Saturday 25 February 2023

WMO Report: Global Sea-Level Rise and Implications

In February 2023, the World Meteorological Organization (WMO) released a report “Global Sea-Level Rise & Implications: Key facts and figures”.

The Key Messages of the Report were:

  • Sea-level rise threatens several low-lying small islands and high-population coastal cities. It is a major threat for countries like Netherlands, Bangladesh, India and China, some of which comprise large coastal populations.
  • Several big cities on all continents are threatened, such as Shanghai, Dhaka, Bangkok, Jakarta, Mumbai, Maputo, Lagos, London, Copenhagen, New York, Los Angeles, and Buenos Aires. It is a major economic, social and humanitarian challenge.
  • Sea-level rise threatens coastal farmlands and water reserves and resilience of infrastructures as well as human lives and livelihoods. The impacts of average sea-level rise are boosted by storm surges and tidal variations, as was the situation during the landfall of hurricane Sandy in New York and Cyclone Idai in Mozambique.
  • According to future estimates based on climate models and ocean-atmosphere physics, the speed of the melting of the largest global ice mass Antarctica is uncertain. There is a risk of a much higher sea-level rise due to potential intrusion of sea water under the Antarctic glaciers.
  • Global mean sea-level has risen faster since 1900 than over any preceding century in at least the last 3000 years. The global ocean has warmed faster over the past century than since the end of the last deglacial transition (around 11,000 years ago). 
  • Global mean sea-level increased by 0.20m between 1901 and 2018. Human influence was very likely the main driver of this increase since at least 1971. 
  • Heating of the climate system has caused global mean sea-level rise through ice loss on land, melting of glaciers and ice sheets and thermal expansion from ocean warming. Thermal expansion explained 50% of sea level rise during 1971–2018, while ice loss from glaciers contributed 22%, ice sheets 20% and changes in land-water storage 8%. The rate of ice-sheet loss increased by a factor of four between 1992–1999 and 2010–2019. Together, ice-sheet and glacier mass loss were the dominant contributors to global mean sea level rise during 2006–2018. 
  • It is virtually certain that global mean sea-level will continue to rise over the 21st century. Over the next 2000 years, global mean sea-level will rise by about 2 to 3 m if warming is limited to 1.5°C, 2 to 6 m if limited to 2°C and 19 to 22 m with 5°C of warming, and it will continue to rise over subsequent millennia. 
  • The likelihood and impacts of abrupt and/or irreversible changes increase with further global warming. At sustained warming levels between 2-3 C, the Greenland and West Antarctic ice sheets will be almost completely and irreversibly lost over multiple millennia causing potentially multi-meter sea-level rise. The mass loss is higher with higher warming rates. In case of very high greenhouse gas emissions (total failure of mitigation) there is a risk of sea-level rise by of 2 m by 2100 and even 15 m by 2300. 
  • Continued sea-level rise will increase risks to food security in vulnerable regions between 1.5 C and 2 C Global warming level. 
  • Sea-level rise poses a distinctive and severe adaptation challenge as it implies dealing with slow onset changes and increased frequency and magnitude of extreme sea-level events which will escalate in the coming decades. 
  • There are significant specific impacts and challenges to those populations faced with sea-level rise living in coastal urban areas in least developed and low-middle income countries.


Problem statement:
Identify all lines of the data containing the string "quantizer" and copy them.

[Dataset entries]
━━━━━━━━

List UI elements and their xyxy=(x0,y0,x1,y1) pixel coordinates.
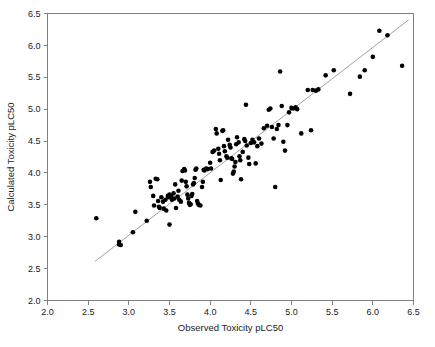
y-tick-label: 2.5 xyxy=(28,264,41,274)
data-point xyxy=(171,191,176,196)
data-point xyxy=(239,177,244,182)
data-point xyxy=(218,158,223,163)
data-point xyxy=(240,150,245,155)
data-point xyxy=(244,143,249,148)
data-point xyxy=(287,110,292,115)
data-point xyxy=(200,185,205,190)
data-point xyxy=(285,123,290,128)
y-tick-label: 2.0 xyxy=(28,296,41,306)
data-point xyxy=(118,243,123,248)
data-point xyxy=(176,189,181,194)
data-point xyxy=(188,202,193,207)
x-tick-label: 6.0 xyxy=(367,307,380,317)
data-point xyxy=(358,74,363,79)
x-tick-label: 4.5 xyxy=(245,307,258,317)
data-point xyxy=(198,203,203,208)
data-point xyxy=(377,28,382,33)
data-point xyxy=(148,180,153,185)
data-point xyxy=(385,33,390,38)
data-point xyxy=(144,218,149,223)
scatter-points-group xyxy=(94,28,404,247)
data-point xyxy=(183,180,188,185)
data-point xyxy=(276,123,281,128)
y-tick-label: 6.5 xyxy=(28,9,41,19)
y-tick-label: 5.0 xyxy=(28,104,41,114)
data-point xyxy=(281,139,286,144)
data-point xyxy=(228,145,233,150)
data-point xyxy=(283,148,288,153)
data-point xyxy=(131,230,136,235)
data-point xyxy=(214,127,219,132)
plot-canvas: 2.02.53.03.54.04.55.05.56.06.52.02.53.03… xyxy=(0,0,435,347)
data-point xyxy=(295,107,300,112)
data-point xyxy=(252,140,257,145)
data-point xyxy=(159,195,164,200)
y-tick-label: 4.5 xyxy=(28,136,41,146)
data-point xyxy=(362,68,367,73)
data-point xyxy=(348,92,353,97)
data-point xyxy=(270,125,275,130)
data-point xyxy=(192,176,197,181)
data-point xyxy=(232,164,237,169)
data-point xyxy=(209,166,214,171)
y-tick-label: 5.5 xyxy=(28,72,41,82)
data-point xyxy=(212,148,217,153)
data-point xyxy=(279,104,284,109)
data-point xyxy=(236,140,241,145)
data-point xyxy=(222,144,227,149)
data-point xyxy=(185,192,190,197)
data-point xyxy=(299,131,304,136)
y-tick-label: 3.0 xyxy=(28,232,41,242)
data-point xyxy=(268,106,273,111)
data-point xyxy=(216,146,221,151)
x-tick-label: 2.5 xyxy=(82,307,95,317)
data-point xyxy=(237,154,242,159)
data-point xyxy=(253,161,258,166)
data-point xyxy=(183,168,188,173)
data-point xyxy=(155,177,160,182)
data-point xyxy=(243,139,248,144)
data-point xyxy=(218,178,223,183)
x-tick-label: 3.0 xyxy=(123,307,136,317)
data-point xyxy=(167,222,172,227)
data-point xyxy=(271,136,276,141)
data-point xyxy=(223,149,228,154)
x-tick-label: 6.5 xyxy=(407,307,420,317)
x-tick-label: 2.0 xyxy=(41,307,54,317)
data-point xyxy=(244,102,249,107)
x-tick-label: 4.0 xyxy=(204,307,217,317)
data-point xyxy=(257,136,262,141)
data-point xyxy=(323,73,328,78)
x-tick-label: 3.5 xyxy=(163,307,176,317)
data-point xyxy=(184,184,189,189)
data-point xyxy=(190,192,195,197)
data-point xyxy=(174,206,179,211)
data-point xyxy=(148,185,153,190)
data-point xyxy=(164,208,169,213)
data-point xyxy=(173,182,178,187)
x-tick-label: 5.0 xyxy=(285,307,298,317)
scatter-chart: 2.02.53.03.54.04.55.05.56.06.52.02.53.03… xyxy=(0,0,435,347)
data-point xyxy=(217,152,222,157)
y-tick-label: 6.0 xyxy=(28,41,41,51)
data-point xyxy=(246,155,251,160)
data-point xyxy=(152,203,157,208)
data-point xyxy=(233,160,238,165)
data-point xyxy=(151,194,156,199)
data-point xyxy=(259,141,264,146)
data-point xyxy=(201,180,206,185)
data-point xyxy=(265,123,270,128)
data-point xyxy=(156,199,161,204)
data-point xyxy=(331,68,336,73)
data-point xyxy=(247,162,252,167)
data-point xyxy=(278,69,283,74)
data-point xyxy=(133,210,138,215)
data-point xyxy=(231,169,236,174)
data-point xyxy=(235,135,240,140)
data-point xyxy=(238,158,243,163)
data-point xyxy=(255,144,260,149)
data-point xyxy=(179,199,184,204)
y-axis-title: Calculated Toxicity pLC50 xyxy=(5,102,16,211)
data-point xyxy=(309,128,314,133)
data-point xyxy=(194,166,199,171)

━━━━━━━━

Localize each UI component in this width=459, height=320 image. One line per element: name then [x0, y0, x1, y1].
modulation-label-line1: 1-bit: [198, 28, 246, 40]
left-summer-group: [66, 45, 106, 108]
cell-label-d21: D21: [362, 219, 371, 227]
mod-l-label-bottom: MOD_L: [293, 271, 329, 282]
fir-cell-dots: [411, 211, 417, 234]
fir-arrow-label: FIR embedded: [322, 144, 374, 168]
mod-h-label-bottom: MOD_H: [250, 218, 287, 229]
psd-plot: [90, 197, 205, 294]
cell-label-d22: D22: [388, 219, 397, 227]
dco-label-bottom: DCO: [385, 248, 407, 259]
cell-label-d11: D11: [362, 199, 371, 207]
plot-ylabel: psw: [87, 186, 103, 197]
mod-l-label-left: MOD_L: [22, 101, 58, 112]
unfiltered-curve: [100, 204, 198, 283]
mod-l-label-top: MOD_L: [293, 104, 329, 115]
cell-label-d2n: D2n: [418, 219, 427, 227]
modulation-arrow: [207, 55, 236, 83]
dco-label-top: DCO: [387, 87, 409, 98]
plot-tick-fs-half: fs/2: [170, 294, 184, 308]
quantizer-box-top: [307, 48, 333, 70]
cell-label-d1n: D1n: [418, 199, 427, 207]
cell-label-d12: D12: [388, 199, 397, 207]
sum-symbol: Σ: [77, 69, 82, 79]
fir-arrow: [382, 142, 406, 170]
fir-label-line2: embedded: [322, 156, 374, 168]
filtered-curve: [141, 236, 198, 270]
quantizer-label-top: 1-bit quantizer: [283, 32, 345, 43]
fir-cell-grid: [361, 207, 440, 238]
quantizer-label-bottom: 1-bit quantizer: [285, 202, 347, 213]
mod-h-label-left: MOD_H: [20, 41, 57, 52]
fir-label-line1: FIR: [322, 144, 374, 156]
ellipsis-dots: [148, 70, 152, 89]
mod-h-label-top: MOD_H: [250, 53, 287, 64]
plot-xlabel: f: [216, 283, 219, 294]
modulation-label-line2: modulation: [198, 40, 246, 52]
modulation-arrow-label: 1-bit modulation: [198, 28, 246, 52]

━━━━━━━━

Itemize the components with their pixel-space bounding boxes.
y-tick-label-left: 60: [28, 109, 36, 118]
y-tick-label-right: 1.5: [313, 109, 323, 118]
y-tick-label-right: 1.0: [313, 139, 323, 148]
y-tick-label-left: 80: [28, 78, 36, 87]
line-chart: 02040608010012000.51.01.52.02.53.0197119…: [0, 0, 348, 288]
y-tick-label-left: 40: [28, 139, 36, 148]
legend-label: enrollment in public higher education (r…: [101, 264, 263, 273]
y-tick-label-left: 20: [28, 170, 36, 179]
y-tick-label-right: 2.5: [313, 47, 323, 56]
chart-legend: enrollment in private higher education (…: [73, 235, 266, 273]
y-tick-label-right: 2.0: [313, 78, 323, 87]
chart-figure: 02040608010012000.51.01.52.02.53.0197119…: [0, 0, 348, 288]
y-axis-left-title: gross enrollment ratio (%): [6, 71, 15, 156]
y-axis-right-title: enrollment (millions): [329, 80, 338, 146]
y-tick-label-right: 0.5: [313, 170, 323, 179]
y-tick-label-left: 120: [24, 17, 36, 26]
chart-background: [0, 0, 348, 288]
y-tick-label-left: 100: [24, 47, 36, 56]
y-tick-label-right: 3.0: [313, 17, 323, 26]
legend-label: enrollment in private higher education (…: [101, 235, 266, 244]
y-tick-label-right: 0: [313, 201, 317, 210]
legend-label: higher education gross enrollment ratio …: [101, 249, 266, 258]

━━━━━━━━

Solution for this exercise:
quantizer-box-top: [307, 48, 333, 70]
quantizer-label-top: 1-bit quantizer: [283, 32, 345, 43]
quantizer-label-bottom: 1-bit quantizer: [285, 202, 347, 213]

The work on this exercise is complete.